Neon Tetra Cloudy Eyes — Causes and Fixes
On Neon Tetra
Signs
- hazy or cloudy eye
- white film over the eye
- one eye affected
- both eyes affected
- swelling around the eye
Possible Causes
Poor water quality
Given neon tetras' sensitivity, chronic ammonia, nitrite, or unstable parameters is a common driver, generally affecting both eyes fairly evenly.
Bacterial infection
Localized bacterial infection of the eye, often following minor injury, can cause cloudiness limited to one eye.
Physical injury
A scrape against decor, or contact during a startled dash by the school, can cause temporary corneal cloudiness in one eye.
Parasitic infection
Certain parasites can cause eye cloudiness as one symptom among several, generally alongside other visible signs like scratching behavior.
At a Glance
| Cause | How to tell | First fix |
|---|---|---|
| Poor water quality | See explanation above | Test ammonia, nitrite, pH, and hardness; perform a water change if any reading is problematic. |
| Bacterial infection | See explanation above | Observe whether one or both eyes are affected and check for a corresponding injury. |
| Physical injury | See explanation above | If injury is suspected, maintain pristine water quality and monitor for a week; add antibacterial treatment if it worsens. |
| Parasitic infection | See explanation above | If cloudiness is accompanied by scratching or other signs, address the underlying parasitic condition directly. |
Fix Steps
- Test ammonia, nitrite, pH, and hardness; perform a water change if any reading is problematic.
- Observe whether one or both eyes are affected and check for a corresponding injury.
- If injury is suspected, maintain pristine water quality and monitor for a week; add antibacterial treatment if it worsens.
- If cloudiness is accompanied by scratching or other signs, address the underlying parasitic condition directly.
- Ensure school size is adequate to reduce general stress that could contribute to susceptibility.
Prevention
- Maintain consistently good, stable water quality
- Remove sharp decor that could cause eye injury
- Maintain a full school size to reduce chronic stress
- Quarantine new fish before introduction
When to worry, and when to consult an aquatic vet
A faint haze visible only under certain lighting angles isn't necessarily true cloudiness, so confirming under good, consistent light is worth doing before assuming a problem.
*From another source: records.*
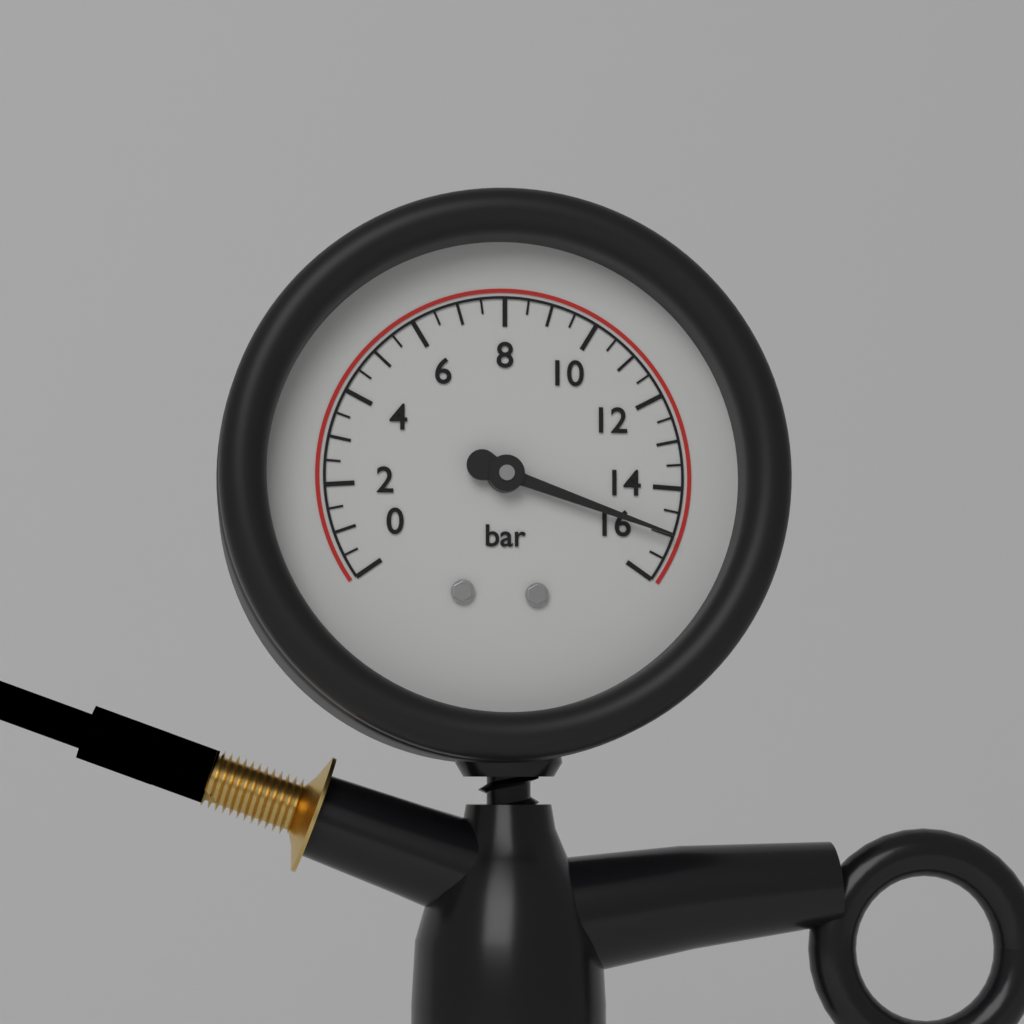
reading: 15.0 bar
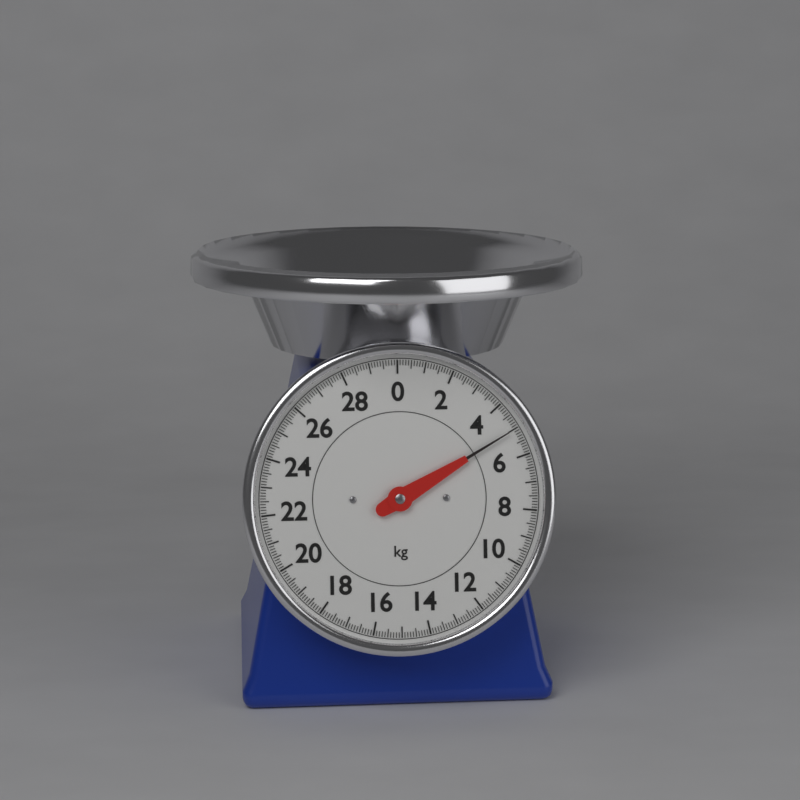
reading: 5.0 kg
Genuine cloudiness following a bump against decor, more likely in a smaller, less spatially aware fish darting through a densely planted tank, tends to be physical injury rather than infection and often improves within a week or two of clean water without further intervention. Cloudiness with no clear injury cause, especially affecting both eyes, points more toward bacterial or parasitic infection, and because neon tetras are more sensitive to water quality decline than many community fish, checking water parameters closely — not just ammonia and nitrite, but overall stability — is a reasonable early step regardless of suspected cause. Because this is a small, fast-moving fish that's genuinely harder to observe closely without stressing it further, cloudiness that doesn't improve within a week of clean, stable water, or that worsens, is worth a consult with an experienced fish store rather than repeated close observation that may add its own stress.